Dockerfile Image
A Dockerfile is a “script for building an image”: one instruction per line, starting from a base image and step by step copying files, installing dependencies, and setting up the environment to produce a reproducible image. This page covers how it relates to the build context and builds one from scratch. It assumes you can already use the basic docker commands (see CLI commands).
Build context and tag
Indocker build -t myapp:1.0 .:
-t myapp:1.0: the image tag (name:version, omitting the version defaults tolatest).- The trailing
.: the build context. The builder only sees files inside the context, not paths outside it. -f: specifies the Dockerfile location (defaults toDockerfilein the context root).
.dockerignore
Same syntax as .gitignore, sits in the context root, and keeps things out of the builder, shrinking the context and avoiding needless cache invalidation:
** and ! (negate to keep). A bigger context ships slower, so .dockerignore is a file worth preparing by default.
Building a Dockerfile from scratch
Pick a base image (FROM)
Start from a suitable base, pinning a version tag rather than
latest (see Choosing images):Set the working directory (WORKDIR)
Following COPY / RUN are relative to this; the directory is auto-created if missing:
Install dependencies, copy code (COPY + RUN)
Copy the manifest first, install, then copy the source (order matters, see layer cache):
Next
- Dockerfile instructions one by one: the semantics and differences of each instruction.
- A Python app Dockerfile: a real example and multi-stage.
- Layer cache and best practices: why instruction order matters.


--- Problem to solve ---
If a line of the data contains the word "chart", it is counted; report how many such lines there are and nothing else.

--- The input ---
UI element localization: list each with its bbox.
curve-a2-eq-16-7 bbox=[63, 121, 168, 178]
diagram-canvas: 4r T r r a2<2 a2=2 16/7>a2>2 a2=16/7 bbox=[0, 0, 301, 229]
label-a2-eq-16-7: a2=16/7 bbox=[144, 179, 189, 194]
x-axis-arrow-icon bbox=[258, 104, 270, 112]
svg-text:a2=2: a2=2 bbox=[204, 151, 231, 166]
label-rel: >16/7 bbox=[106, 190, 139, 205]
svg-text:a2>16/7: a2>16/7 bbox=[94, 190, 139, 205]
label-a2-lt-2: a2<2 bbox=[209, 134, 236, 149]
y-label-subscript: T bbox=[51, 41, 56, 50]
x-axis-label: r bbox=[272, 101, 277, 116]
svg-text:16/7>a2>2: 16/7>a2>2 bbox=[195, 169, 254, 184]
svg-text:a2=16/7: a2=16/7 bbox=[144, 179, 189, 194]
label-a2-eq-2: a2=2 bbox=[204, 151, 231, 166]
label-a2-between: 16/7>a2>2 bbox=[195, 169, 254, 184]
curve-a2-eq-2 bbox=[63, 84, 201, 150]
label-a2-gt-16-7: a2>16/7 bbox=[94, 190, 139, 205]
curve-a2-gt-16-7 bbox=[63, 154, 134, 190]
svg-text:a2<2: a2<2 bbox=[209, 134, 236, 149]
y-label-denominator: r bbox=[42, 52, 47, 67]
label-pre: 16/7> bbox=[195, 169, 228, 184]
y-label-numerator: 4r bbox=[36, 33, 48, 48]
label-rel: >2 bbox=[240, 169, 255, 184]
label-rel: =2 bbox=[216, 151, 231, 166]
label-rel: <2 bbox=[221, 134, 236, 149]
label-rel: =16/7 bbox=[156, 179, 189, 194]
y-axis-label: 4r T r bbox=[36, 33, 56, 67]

...

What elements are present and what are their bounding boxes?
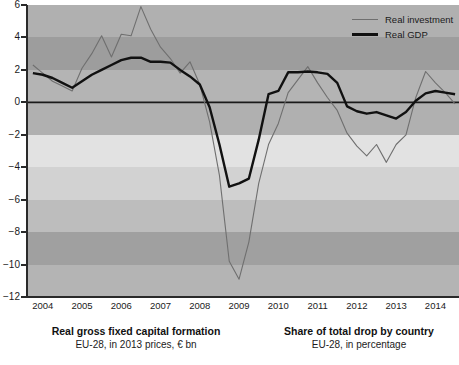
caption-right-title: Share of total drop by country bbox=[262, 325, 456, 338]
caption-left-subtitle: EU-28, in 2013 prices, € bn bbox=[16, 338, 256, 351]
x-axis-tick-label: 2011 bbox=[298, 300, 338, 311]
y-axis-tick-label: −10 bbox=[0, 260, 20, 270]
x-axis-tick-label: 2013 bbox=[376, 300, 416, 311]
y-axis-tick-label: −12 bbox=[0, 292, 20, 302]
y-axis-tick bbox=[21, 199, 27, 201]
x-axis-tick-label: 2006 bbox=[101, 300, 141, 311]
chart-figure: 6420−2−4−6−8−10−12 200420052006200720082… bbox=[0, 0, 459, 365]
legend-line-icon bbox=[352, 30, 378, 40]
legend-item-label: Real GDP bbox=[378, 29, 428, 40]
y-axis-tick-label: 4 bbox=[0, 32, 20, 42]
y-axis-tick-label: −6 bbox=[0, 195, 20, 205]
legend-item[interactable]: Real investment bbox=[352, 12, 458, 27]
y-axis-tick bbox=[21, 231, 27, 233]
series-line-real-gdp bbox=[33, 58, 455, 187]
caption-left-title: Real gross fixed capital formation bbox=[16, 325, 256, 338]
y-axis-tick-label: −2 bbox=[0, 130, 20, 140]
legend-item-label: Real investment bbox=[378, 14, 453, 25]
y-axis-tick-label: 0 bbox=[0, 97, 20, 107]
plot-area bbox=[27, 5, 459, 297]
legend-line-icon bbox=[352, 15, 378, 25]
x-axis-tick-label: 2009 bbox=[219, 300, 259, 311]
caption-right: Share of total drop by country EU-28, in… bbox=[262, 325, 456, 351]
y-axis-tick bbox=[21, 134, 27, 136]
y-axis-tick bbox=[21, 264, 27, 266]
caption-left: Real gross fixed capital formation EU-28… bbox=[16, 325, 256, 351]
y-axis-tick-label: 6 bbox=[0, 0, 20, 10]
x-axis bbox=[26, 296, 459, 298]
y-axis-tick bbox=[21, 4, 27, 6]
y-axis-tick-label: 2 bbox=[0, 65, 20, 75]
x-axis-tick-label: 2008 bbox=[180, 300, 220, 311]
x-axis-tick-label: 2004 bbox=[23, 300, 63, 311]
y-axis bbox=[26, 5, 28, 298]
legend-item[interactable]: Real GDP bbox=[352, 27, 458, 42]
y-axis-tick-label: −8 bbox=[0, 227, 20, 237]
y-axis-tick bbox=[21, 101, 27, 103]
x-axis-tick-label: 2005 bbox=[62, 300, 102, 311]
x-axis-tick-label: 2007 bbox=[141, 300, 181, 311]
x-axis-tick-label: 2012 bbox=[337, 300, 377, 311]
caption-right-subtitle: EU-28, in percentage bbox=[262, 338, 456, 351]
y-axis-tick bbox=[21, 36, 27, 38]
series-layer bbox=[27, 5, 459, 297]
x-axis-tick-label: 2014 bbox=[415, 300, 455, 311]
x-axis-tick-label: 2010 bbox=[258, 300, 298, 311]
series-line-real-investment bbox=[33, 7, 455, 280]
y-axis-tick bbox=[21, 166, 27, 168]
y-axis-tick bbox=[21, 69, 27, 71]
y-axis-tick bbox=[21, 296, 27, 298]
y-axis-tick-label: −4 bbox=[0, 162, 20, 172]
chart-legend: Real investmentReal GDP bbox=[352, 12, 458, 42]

==

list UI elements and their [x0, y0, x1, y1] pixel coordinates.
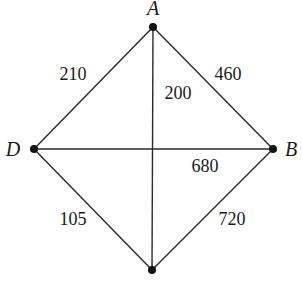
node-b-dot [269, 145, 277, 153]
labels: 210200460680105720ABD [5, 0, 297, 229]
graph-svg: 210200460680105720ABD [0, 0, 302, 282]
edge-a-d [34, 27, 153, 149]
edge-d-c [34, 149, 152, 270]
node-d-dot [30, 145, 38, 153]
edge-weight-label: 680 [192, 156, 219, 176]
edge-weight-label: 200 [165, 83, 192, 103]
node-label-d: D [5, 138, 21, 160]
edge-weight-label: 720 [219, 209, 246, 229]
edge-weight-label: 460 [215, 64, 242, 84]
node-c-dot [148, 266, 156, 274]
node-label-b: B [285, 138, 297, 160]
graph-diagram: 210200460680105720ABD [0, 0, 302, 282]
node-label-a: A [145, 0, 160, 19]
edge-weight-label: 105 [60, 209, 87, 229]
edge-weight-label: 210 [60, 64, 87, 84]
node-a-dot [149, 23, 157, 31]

--- Written solution ---
2